This is interesting. With respect to Flickr perhaps you've seen this demo of Photosynth?

Without googling "context is king," I wonder where you're getting this concept. Before even approaching the 'kingdom' of context, why not try to define what 'context' is? This isn't easy, but I think an attempt at defining context would clear up this kind of discussion. If anyone knows of some good resources, please show me the way...

2.

Flickr is my favorite example of the web site as VW: you can enter through just about any point (typically your own photos, or those of someone you know) and end up wandering along various dimensions (photographer, commenter, photoset, tag, cluster, etc.), stumbling over all kinds of little delights along the way to losing yourself. It's not surprising that the developers got their start in browser-based VWs.

That Photosynth demo is pretty sweet, although mapping all the photos of a building to their physical positions threatens to pull viewers back into thinking in only three dimensions.

3.

Thanks for the Photosynth link. I just watched the virtual earth and photosynth video from the same page. Hmmmmm. What happens when and how do you integrate this with user generated object (2D/3D) that go beyond recording "reality"?

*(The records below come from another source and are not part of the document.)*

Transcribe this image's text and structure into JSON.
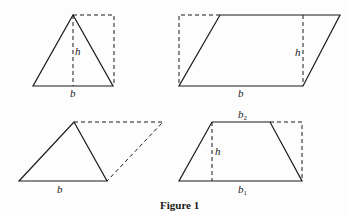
{
  "figure": {
    "caption": "Figure 1",
    "panels": [
      {
        "id": "triangle-in-rectangle",
        "labels": {
          "height": "h",
          "base": "b"
        }
      },
      {
        "id": "parallelogram-in-rectangle",
        "labels": {
          "height": "h",
          "base": "b"
        }
      },
      {
        "id": "triangle-half-parallelogram",
        "labels": {
          "base": "b"
        }
      },
      {
        "id": "trapezoid",
        "labels": {
          "height": "h",
          "top_base": "b",
          "top_base_sub": "2",
          "bottom_base": "b",
          "bottom_base_sub": "1"
        }
      }
    ]
  }
}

As for context, let's start with just the creators' reasons for adding content to a social space and then the users' experiences, which are not necessarily anticipated by the creator, but that's another story.

4.

Just a proposition - if context is king, then kingdom is the range of possible attributes. Range being a fluid concept, but we classify it for purposes of organization. Most crudely: yes/no geography, yes/no avatar, 2D/3D, etc. In other words, king context ordains attributes.

However, considering the feedback between context and attributes, this isn't necessarily a monarchy...

p.s. @Dan: 'context is king' is from F. Randall's comment here. I think ;)

5.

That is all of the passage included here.